Dr. Inga Kamp
STSCI

University of Florida Astronomy Colloquium - Feb 10th, 2006

The evolution of protoplanetary disks: boundary conditions for planet formation

The diversity of the discovered extrasolar planets and planetary systems challenges the current planet formation models and has also revived research in protoplanetary disks, the birthplaces of planetary systems. The physical and chemical conditions in protoplanetary disks set strong boundary conditions on the process of planet formation.
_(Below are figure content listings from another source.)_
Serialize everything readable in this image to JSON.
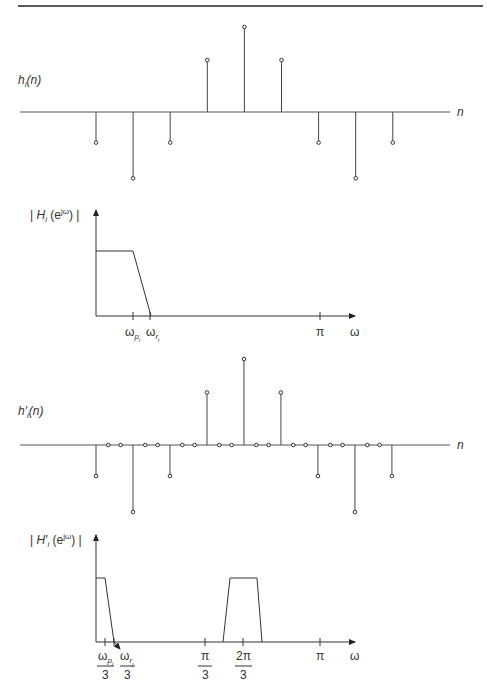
{
  "figure": {
    "top_rule": true,
    "panels": [
      {
        "id": "impulse",
        "label": "h_i(n)",
        "label_parts": {
          "main": "h",
          "sub": "i",
          "arg": "(n)"
        },
        "axis_label": "n"
      },
      {
        "id": "freq",
        "label_parts": {
          "pre": "| ",
          "main": "H",
          "sub": "i",
          "arg1": " (e",
          "sup": "jω",
          "arg2": ") |"
        },
        "axis_label": "ω",
        "ticks": [
          {
            "label": "ω",
            "sub": "p",
            "subsub": "i"
          },
          {
            "label": "ω",
            "sub": "r",
            "subsub": "i"
          },
          {
            "label": "π"
          }
        ]
      },
      {
        "id": "impulse-upsampled",
        "label_parts": {
          "main": "h′",
          "sub": "i",
          "arg": "(n)"
        },
        "axis_label": "n"
      },
      {
        "id": "freq-upsampled",
        "label_parts": {
          "pre": "| ",
          "main": "H′",
          "sub": "i",
          "arg1": " (e",
          "sup": "jω",
          "arg2": ") |"
        },
        "axis_label": "ω",
        "ticks": [
          {
            "num": "ω",
            "sub": "p",
            "subsub": "i",
            "den": "3"
          },
          {
            "num": "ω",
            "sub": "r",
            "subsub": "j",
            "den": "3"
          },
          {
            "num": "π",
            "den": "3"
          },
          {
            "num": "2π",
            "den": "3"
          },
          {
            "label": "π"
          }
        ]
      }
    ]
  },
  "chart_data": [
    {
      "type": "stem",
      "title": "h_i(n)",
      "xlabel": "n",
      "x": [
        -4,
        -3,
        -2,
        -1,
        0,
        1,
        2,
        3,
        4
      ],
      "values": [
        -0.36,
        -0.78,
        -0.36,
        0.61,
        1.0,
        0.61,
        -0.36,
        -0.78,
        -0.36
      ]
    },
    {
      "type": "line",
      "title": "|H_i(e^jω)|",
      "xlabel": "ω",
      "ticks": [
        "ω_p_i",
        "ω_r_i",
        "π"
      ],
      "shape": "lowpass",
      "points": [
        [
          "0",
          1
        ],
        [
          "ω_p_i",
          1
        ],
        [
          "ω_r_i",
          0
        ],
        [
          "π",
          0
        ]
      ]
    },
    {
      "type": "stem",
      "title": "h'_i(n)",
      "xlabel": "n",
      "upsampling_factor": 3,
      "x": [
        -12,
        -11,
        -10,
        -9,
        -8,
        -7,
        -6,
        -5,
        -4,
        -3,
        -2,
        -1,
        0,
        1,
        2,
        3,
        4,
        5,
        6,
        7,
        8,
        9,
        10,
        11,
        12
      ],
      "values": [
        -0.36,
        0,
        0,
        -0.78,
        0,
        0,
        -0.36,
        0,
        0,
        0.61,
        0,
        0,
        1.0,
        0,
        0,
        0.61,
        0,
        0,
        -0.36,
        0,
        0,
        -0.78,
        0,
        0,
        -0.36
      ]
    },
    {
      "type": "line",
      "title": "|H'_i(e^jω)|",
      "xlabel": "ω",
      "ticks": [
        "ω_p_i/3",
        "ω_r_j/3",
        "π/3",
        "2π/3",
        "π"
      ],
      "shape": "lowpass + image band",
      "points": [
        [
          "0",
          1
        ],
        [
          "ω_p_i/3",
          1
        ],
        [
          "ω_r_j/3",
          0
        ],
        [
          "2π/3-ω_r/3",
          0
        ],
        [
          "2π/3-ω_p/3",
          1
        ],
        [
          "2π/3+ω_p/3",
          1
        ],
        [
          "2π/3+ω_r/3",
          0
        ],
        [
          "π",
          0
        ]
      ]
    }
  ],
  "colors": {
    "ink": "#333333",
    "background": "#ffffff"
  }
}
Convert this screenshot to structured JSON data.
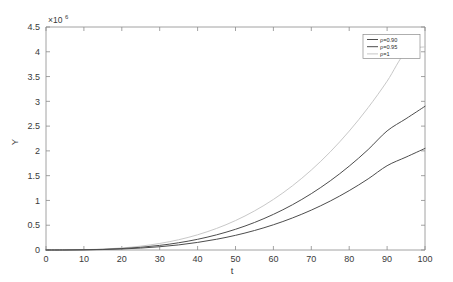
{
  "chart_data": {
    "type": "line",
    "title": "",
    "xlabel": "t",
    "ylabel": "Y",
    "y_exponent_label": "×10",
    "y_exponent_power": "6",
    "y_scale": 1000000,
    "xlim": [
      0,
      100
    ],
    "ylim": [
      0,
      4500000
    ],
    "grid": false,
    "legend_position": "top-right",
    "xticks": [
      0,
      10,
      20,
      30,
      40,
      50,
      60,
      70,
      80,
      90,
      100
    ],
    "xticklabels": [
      "0",
      "10",
      "20",
      "30",
      "40",
      "50",
      "60",
      "70",
      "80",
      "90",
      "100"
    ],
    "yticks": [
      0,
      500000,
      1000000,
      1500000,
      2000000,
      2500000,
      3000000,
      3500000,
      4000000,
      4500000
    ],
    "yticklabels": [
      "0",
      "0.5",
      "1",
      "1.5",
      "2",
      "2.5",
      "3",
      "3.5",
      "4",
      "4.5"
    ],
    "x": [
      0,
      5,
      10,
      15,
      20,
      25,
      30,
      35,
      40,
      45,
      50,
      55,
      60,
      65,
      70,
      75,
      80,
      85,
      90,
      95,
      100
    ],
    "series": [
      {
        "name": "ρ=1",
        "color": "#c8c8c8",
        "linewidth": 1.0,
        "values": [
          0,
          1000,
          6000,
          18000,
          41000,
          78000,
          132000,
          207000,
          307000,
          435000,
          594000,
          788000,
          1020000,
          1294000,
          1613000,
          1980000,
          2399000,
          2873000,
          3406000,
          4000000,
          4100000
        ]
      },
      {
        "name": "ρ=0.95",
        "color": "#4d4d4d",
        "linewidth": 1.0,
        "values": [
          0,
          800,
          4400,
          13000,
          29000,
          55000,
          93000,
          146000,
          216000,
          306000,
          418000,
          555000,
          719000,
          912000,
          1137000,
          1396000,
          1692000,
          2027000,
          2403000,
          2650000,
          2900000
        ]
      },
      {
        "name": "ρ=0.90",
        "color": "#4d4d4d",
        "linewidth": 1.0,
        "values": [
          0,
          600,
          3200,
          9200,
          20500,
          39000,
          66000,
          103000,
          153000,
          217000,
          296000,
          393000,
          509000,
          646000,
          805000,
          988000,
          1198000,
          1435000,
          1701000,
          1875000,
          2050000
        ]
      }
    ],
    "legend_entries": [
      {
        "label": "ρ=0.90",
        "color": "#4d4d4d"
      },
      {
        "label": "ρ=0.95",
        "color": "#4d4d4d"
      },
      {
        "label": "ρ=1",
        "color": "#c8c8c8"
      }
    ]
  }
}
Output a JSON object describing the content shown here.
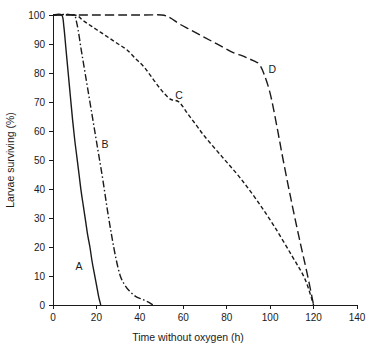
{
  "chart_data": {
    "type": "line",
    "title": "",
    "xlabel": "Time without oxygen (h)",
    "ylabel": "Larvae surviving (%)",
    "xlim": [
      0,
      140
    ],
    "ylim": [
      0,
      100
    ],
    "xticks": [
      0,
      20,
      40,
      60,
      80,
      100,
      120,
      140
    ],
    "yticks": [
      0,
      10,
      20,
      30,
      40,
      50,
      60,
      70,
      80,
      90,
      100
    ],
    "grid": false,
    "legend": "inline-curve-labels",
    "line_color": "#1a1a1a",
    "background": "#ffffff",
    "series": [
      {
        "name": "A",
        "label": "A",
        "linestyle": "solid",
        "dasharray": "none",
        "label_x": 12,
        "label_y": 12,
        "x": [
          0,
          4,
          5,
          6,
          7,
          8,
          9,
          10,
          11,
          12,
          13,
          14,
          15,
          16,
          17,
          18,
          19,
          20,
          21,
          22
        ],
        "y": [
          100,
          100,
          96,
          88,
          80,
          72,
          64,
          57,
          51,
          45,
          39,
          34,
          29,
          24,
          20,
          15,
          11,
          7,
          3,
          0
        ]
      },
      {
        "name": "B",
        "label": "B",
        "linestyle": "dash-dot",
        "dasharray": "7,2.5,1.5,2.5",
        "label_x": 24,
        "label_y": 54,
        "x": [
          0,
          9,
          11,
          13,
          15,
          17,
          19,
          21,
          23,
          25,
          27,
          29,
          31,
          33,
          35,
          38,
          41,
          44,
          46
        ],
        "y": [
          100,
          100,
          97,
          88,
          79,
          70,
          61,
          52,
          43,
          33,
          24,
          16,
          10,
          7,
          5,
          3,
          2,
          1,
          0
        ]
      },
      {
        "name": "C",
        "label": "C",
        "linestyle": "short-dash",
        "dasharray": "4,2.5",
        "label_x": 58,
        "label_y": 71,
        "x": [
          0,
          10,
          14,
          18,
          22,
          26,
          30,
          34,
          38,
          42,
          46,
          50,
          54,
          58,
          62,
          66,
          70,
          78,
          86,
          94,
          102,
          110,
          116,
          120
        ],
        "y": [
          100,
          100,
          98,
          96,
          94,
          92,
          90,
          88,
          85,
          82,
          78,
          74,
          71,
          70,
          66,
          62,
          58,
          51,
          44,
          36,
          27,
          17,
          9,
          0
        ]
      },
      {
        "name": "D",
        "label": "D",
        "linestyle": "long-dash",
        "dasharray": "9,4",
        "label_x": 101,
        "label_y": 80,
        "x": [
          0,
          11,
          40,
          50,
          54,
          58,
          63,
          68,
          73,
          78,
          83,
          87,
          90,
          93,
          95,
          97,
          100,
          103,
          106,
          110,
          114,
          117,
          120
        ],
        "y": [
          100,
          100,
          100,
          100,
          99,
          97,
          95,
          93,
          91,
          89,
          87,
          86,
          85,
          84,
          83,
          80,
          73,
          62,
          50,
          35,
          21,
          11,
          0
        ]
      }
    ]
  },
  "axes": {
    "x_title": "Time without oxygen (h)",
    "y_title": "Larvae surviving (%)",
    "x_tick_labels": [
      "0",
      "20",
      "40",
      "60",
      "80",
      "100",
      "120",
      "140"
    ],
    "y_tick_labels": [
      "0",
      "10",
      "20",
      "30",
      "40",
      "50",
      "60",
      "70",
      "80",
      "90",
      "100"
    ]
  },
  "curve_labels": {
    "a": "A",
    "b": "B",
    "c": "C",
    "d": "D"
  }
}
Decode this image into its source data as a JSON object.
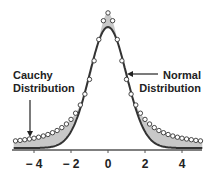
{
  "chart_data": {
    "type": "line",
    "title": "",
    "xlabel": "",
    "ylabel": "",
    "xlim": [
      -5.1,
      5.1
    ],
    "xticks": [
      -4,
      -2,
      0,
      2,
      4
    ],
    "xtick_labels": [
      "− 4",
      "− 2",
      "0",
      "2",
      "4"
    ],
    "grid": false,
    "legend": "none (inline annotations)",
    "series": [
      {
        "name": "Normal Distribution",
        "style": "solid dark line",
        "formula": "exp(-x^2/2)/sqrt(2*pi)",
        "peak": 0.399
      },
      {
        "name": "Cauchy Distribution",
        "style": "open circle markers",
        "formula": "scaled Cauchy, gamma ~ 1.0",
        "peak_relative_to_normal": 1.1,
        "x_spacing": 0.25
      }
    ],
    "fill": {
      "description": "shaded gray region between the two curves",
      "color": "#c8c8c8"
    },
    "annotations": [
      {
        "text": "Cauchy Distribution",
        "arrow": "down",
        "target_x": -4.2
      },
      {
        "text": "Normal Distribution",
        "arrow": "left",
        "target_x": 1.0
      }
    ]
  },
  "labels": {
    "cauchy_line1": "Cauchy",
    "cauchy_line2": "Distribution",
    "normal_line1": "Normal",
    "normal_line2": "Distribution"
  },
  "ticks": [
    "− 4",
    "− 2",
    "0",
    "2",
    "4"
  ],
  "colors": {
    "curve": "#333333",
    "fill": "#c8c8c8",
    "marker_fill": "#ffffff",
    "marker_stroke": "#333333",
    "axis": "#555555"
  }
}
Although the dust component of these disks has been studied in considerable detail (grain composition, size distribution and mineralogy), very little is known about the gas, which comprises in fact 99% of the disk mass. Recent publications have shown that dust grain growth affects these disks already in very early stages; thus deriving disk characteristics such as the disk mass from thermal emission of small grains is rather uncertain. A more direct approach is the evaluation of gas tracers probing various aspects of physical disk models such as mass, disk flaring, disk extension, shadowing, evaporation etc.. Such an approach needs adequate physical AND chemical modeling of the disk. I will present results on the thermal and chemical structure of protoplanetary disks and describe how suitable gas tracers will be indentified and model predictions will be tested using current and future obervations. First results indicate that systems in later evolutionary stages of planet formation still contain enough gas to influence the dust dynamics in the disk.